- [Available data]

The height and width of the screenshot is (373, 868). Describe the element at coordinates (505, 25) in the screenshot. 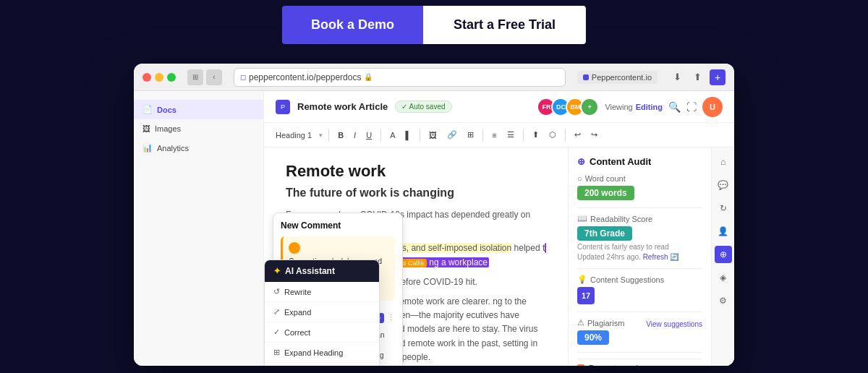

I see `start-trial-button: Start a Free Trial` at that location.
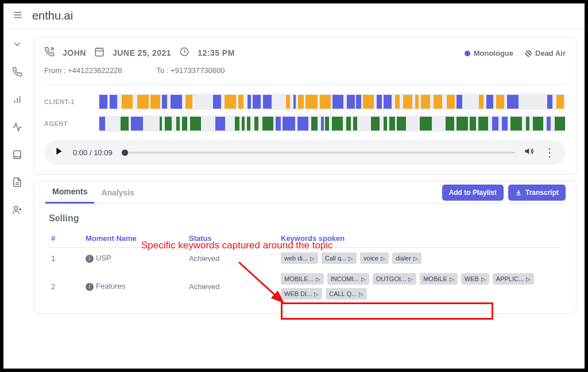  Describe the element at coordinates (53, 16) in the screenshot. I see `brand-title: enthu.ai` at that location.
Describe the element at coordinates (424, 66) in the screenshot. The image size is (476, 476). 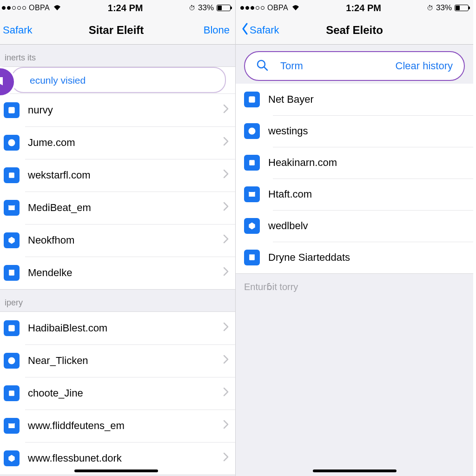
I see `clear-history-button: Clear history` at that location.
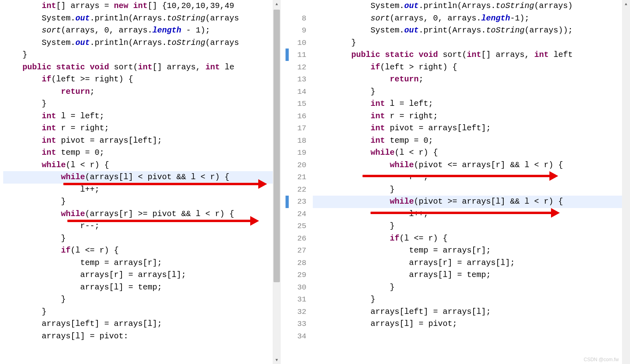  What do you see at coordinates (296, 177) in the screenshot?
I see `line-number: 21` at bounding box center [296, 177].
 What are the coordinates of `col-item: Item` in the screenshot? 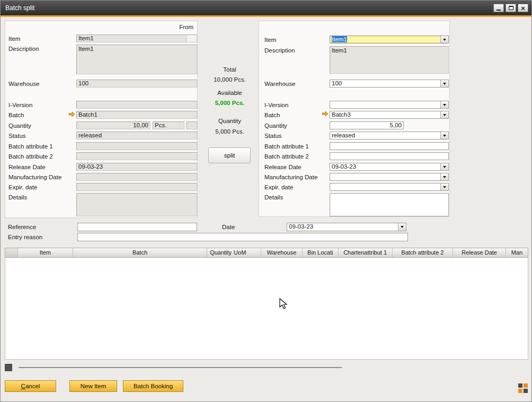 It's located at (46, 252).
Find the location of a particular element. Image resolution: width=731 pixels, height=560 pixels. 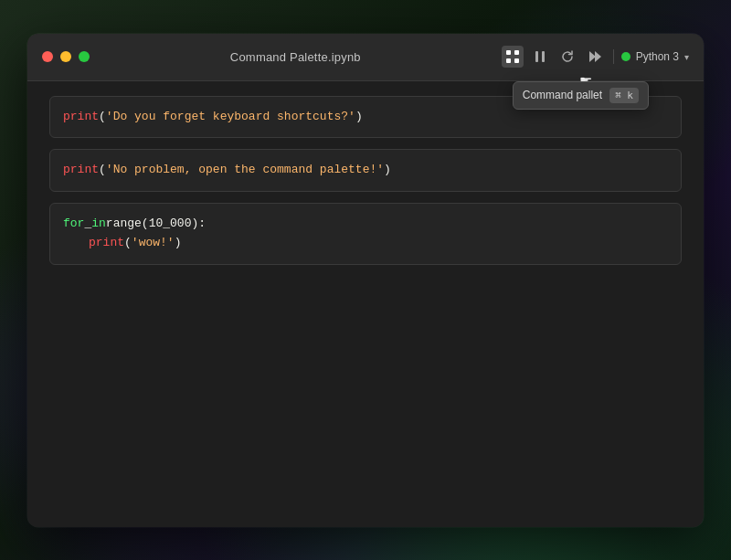

toolbar-separator is located at coordinates (614, 57).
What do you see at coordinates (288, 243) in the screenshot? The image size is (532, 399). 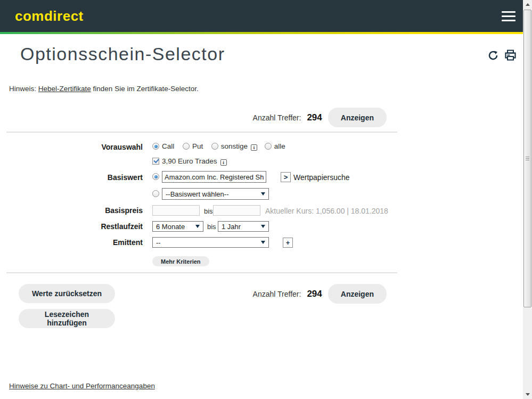 I see `add-emittent-button: +` at bounding box center [288, 243].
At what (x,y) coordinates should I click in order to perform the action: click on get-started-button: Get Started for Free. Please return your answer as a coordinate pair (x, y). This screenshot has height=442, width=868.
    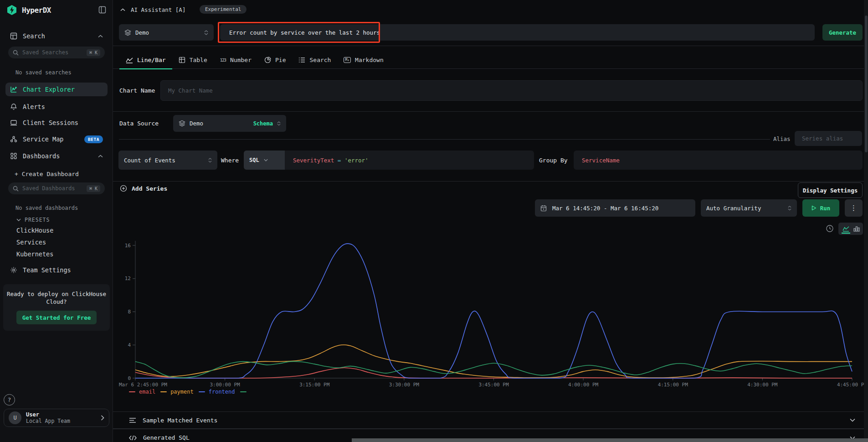
    Looking at the image, I should click on (56, 317).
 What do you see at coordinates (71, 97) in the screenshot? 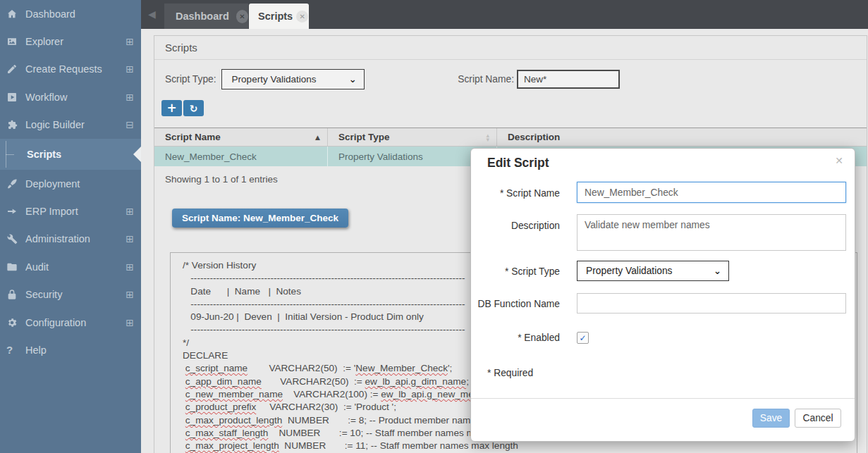
I see `sidebar-item-workflow: Workflow⊞` at bounding box center [71, 97].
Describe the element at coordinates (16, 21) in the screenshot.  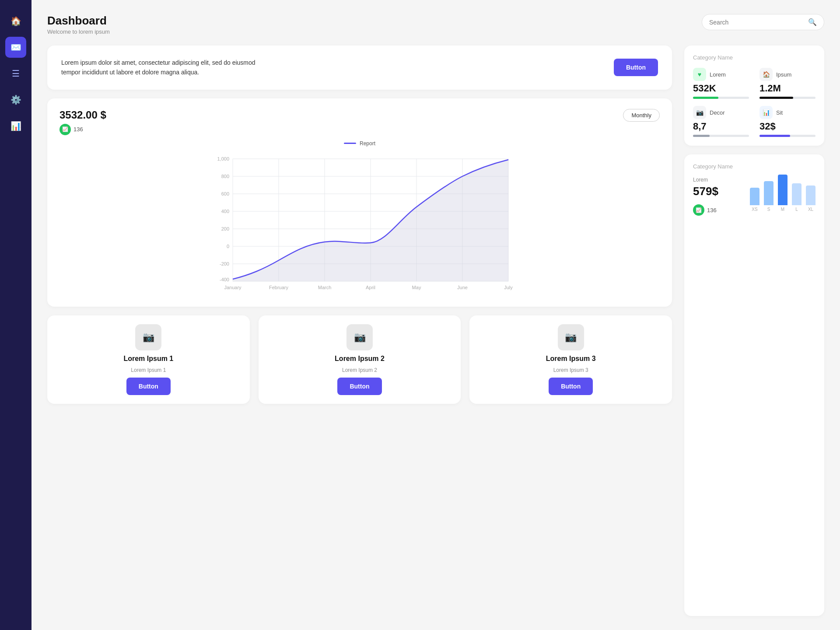
I see `sidebar-item-home: 🏠` at that location.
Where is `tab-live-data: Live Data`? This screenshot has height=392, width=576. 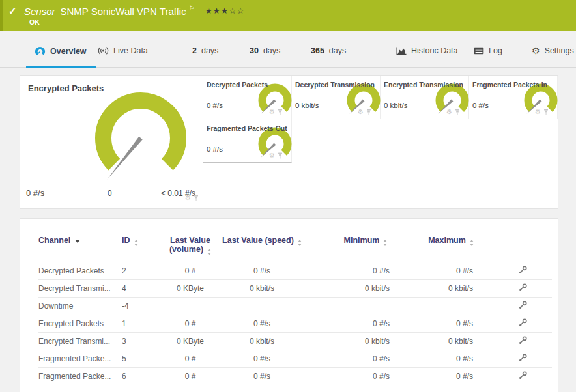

- [Task to complete]
An exact copy is needed of the lines running from the one containing "At what (x,y)" through the last line of the material, and of no others; pictures stay out.

- [Task output]
At what (x,y) coordinates should I click in order to perform the action: click on get-started-button: Get Started for Free. Please return your answer as a coordinate pair (x, y). This screenshot has height=442, width=868.
    Looking at the image, I should click on (56, 317).
 What do you see at coordinates (71, 97) in the screenshot? 
I see `sidebar-item-workflow: Workflow⊞` at bounding box center [71, 97].
Describe the element at coordinates (16, 21) in the screenshot.  
I see `sidebar-item-home: 🏠` at that location.
Where is `tab-live-data: Live Data`? This screenshot has height=392, width=576. 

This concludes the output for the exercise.